Reported by Adinda Rizky Herdianti

Allison Derrick, a PhD student at University of Wisconsin-Madison, presented her study titled “Buoyed by the boom? Regional effects of commodity price increases in Indonesia” which focuses on the effect of commodity price boom in Indonesia on 11 January 2017. Before going in to the presentation, she mentioned that any suggestions were welcomed since her study was still at a preliminary stage.

The study will focus on palm oil since it is considered as labor-intensive industry, thus having the potential to influence labor market, particularly rural labor market where poor people mostly concentrated. The term ‘boom’ itself refers to palm oil production that mounts rapidly from 11 million metric tons in 2000 to 18 million metric tons in 2008, not to mention the 69% hike in palm oil price from 2000 to 2008. The study will exploit the regional specialization in palm oil production to identify changes in the general equilibrium and spillover effects.

The model developed for analyzing regional specialization divides regions in Indonesia into producing districts and non-producing districts, each of them will be given positive and negative shock respectively. Based on no inter-regional mobility assumption, producing districts will enjoy employment and production expansion in booming industry and contraction in manufacture sector. However, Indonesia experiences imperfect inter-regional factor mobility where labor can move across districts and spaces subject to transportation costs. Also, wages and interest rates will not fully equalize between districts. She predicts that there will be increase in service, transportation, and construction employment and the spillover effects will be incurred by district non-traded goods.

Using short-term migration data from post-2007 National Labor Force Survey (Survei Tenaga Kerja Nasional or SAKERNAS), the study also wants to test for labor market integration between regions. She admitted that there are several challenges in analyzing labor market integration in Indonesia, one of which is only big corporations that are required to comply with minimum wage regulation. There is also possibility of districts with palm oil to produce other commodities. As the consequence, palm oil price is correlated with other commodity prices.

The general equilibrium model in this study consists of two stages to determine the effect of price changes to wage, employment, and local consumer price index (CPI). Before undergoing the first stage, which is instrument oil palm area or palm oil production, Allison decided to measure the exposure of palm oil price changes according to palm oil cultivation suitability. The second stage is fixed-effect regression in which the outcome variables are regressed against instrument oil palm area, district fixed effect, and geographical region-time fixed effect.

Some of the participants suggested that the study takes into consideration the environmental perspective concerning palm oil production expansion as well as law and order issue on palm oil land area that more or less also affects the palm oil land suitability.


• **EXERCISE REQUIREMENTS**: Look through the entries. Copy each line that has the word "this".

Records from a dataset
- Opening Delimiter -

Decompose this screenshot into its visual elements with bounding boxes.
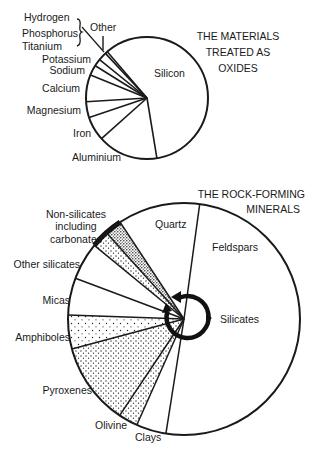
label-quartz: Quartz <box>155 218 187 230</box>
label-aluminium: Aluminium <box>72 151 121 163</box>
label-potassium: Potassium <box>42 53 91 65</box>
label-nonsilicates-line-2: including <box>55 220 97 232</box>
oxides-pie: Silicon Aluminium Iron Magnesium Calcium… <box>22 11 279 163</box>
label-titanium: Titanium <box>22 40 62 52</box>
label-magnesium: Magnesium <box>27 104 82 116</box>
label-pyroxenes: Pyroxenes <box>42 384 92 396</box>
label-nonsilicates-line-3: carbonates <box>50 233 102 245</box>
oxides-title-line-1: THE MATERIALS <box>197 30 280 42</box>
minerals-pie: Quartz Feldspars Silicates Non-silicates… <box>13 188 305 443</box>
label-calcium: Calcium <box>42 82 80 94</box>
label-other: Other <box>90 21 117 33</box>
label-hydrogen: Hydrogen <box>24 11 70 23</box>
label-olivine: Olivine <box>95 419 127 431</box>
label-other-silicates: Other silicates <box>13 258 80 270</box>
label-clays: Clays <box>135 431 161 443</box>
minerals-title-line-2: MINERALS <box>246 203 300 215</box>
label-sodium: Sodium <box>49 64 85 76</box>
label-silicates: Silicates <box>220 313 259 325</box>
figure: Silicon Aluminium Iron Magnesium Calcium… <box>0 0 320 464</box>
minerals-title-line-1: THE ROCK-FORMING <box>198 188 305 200</box>
label-silicon: Silicon <box>154 67 185 79</box>
oxides-title-line-2: TREATED AS <box>206 46 271 58</box>
label-phosphorus: Phosphorus <box>22 27 78 39</box>
label-amphiboles: Amphiboles <box>15 331 70 343</box>
label-feldspars: Feldspars <box>212 241 258 253</box>
label-micas: Micas <box>43 294 70 306</box>
label-nonsilicates-line-1: Non-silicates <box>46 208 106 220</box>
label-iron: Iron <box>73 127 91 139</box>
oxides-title-line-3: OXIDES <box>218 62 258 74</box>
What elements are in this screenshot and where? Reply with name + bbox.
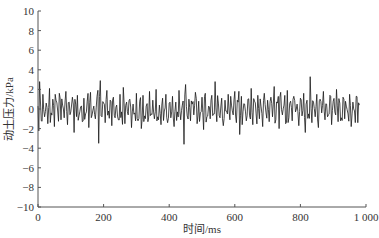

- Closing Delimiter -

• **WRITTEN REPLY**:
Decompose this screenshot into its visual elements with bounding boxes.
What elements are in this screenshot and where? Reply with name + bbox.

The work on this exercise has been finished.